There will soon come the day when our poets will sacrifice their plainer human responsibilities for the production of the finest artistic effects. Also, it need be expected that our poets will seek mutual protection against a reasonable world, their singing robes wrapped round them and with none to dictate to them the nature and form of their lyric messages.

To hell with these so-called "schools of poetry". These only attract the charlatans and the refuse and wreckage of other arts. Rather, poetry in Sri Lanka will begin to protect itself against the invasion of commonsense and fight against the fungal growths on the face of a godless world. I am also certain that sexual love will cease to be the predominant in the lyrics of the future. In the 19th century, poets were interested to excess in love.

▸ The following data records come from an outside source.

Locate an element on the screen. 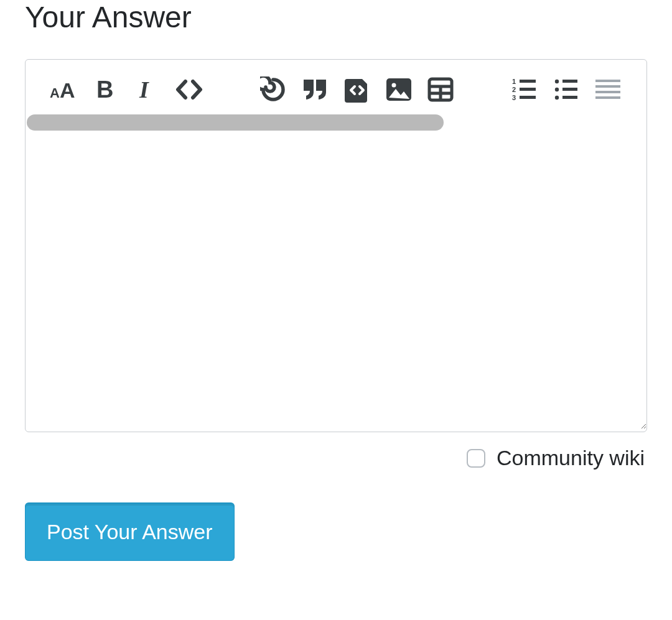 The image size is (672, 620). svg-text: I is located at coordinates (144, 90).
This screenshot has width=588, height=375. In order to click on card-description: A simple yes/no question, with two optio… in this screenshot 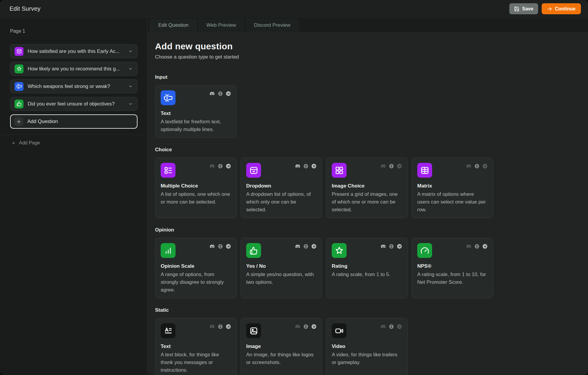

It was as if life presented no other phenomenon worthy of a poet's attention. All this soon became like the constant persistence of a stale perfume. If one examines the development of poetry in England, one sees how it moves more and more in the direction of the dramatic and towards the increased study of life in its energetic exhibitions.

Our poets, too, will denounce the stereotyped surfaces of life and penetrate to what lies under the surface; into the solid earth of human character. After all, poetry MUST be full of human life. Let art remain formal, history abstract and science inhuman - it is poetry that will give us the security, for humanity will always be with us. As Bacon once said: ".... poetry conforms the shows of things to the desires of the soul, instead of subjecting the soul to external things."

Poetry in English in Sri Lanka will flourish. Its future is assured - even if it will remain tough going separating the grain from the chaff!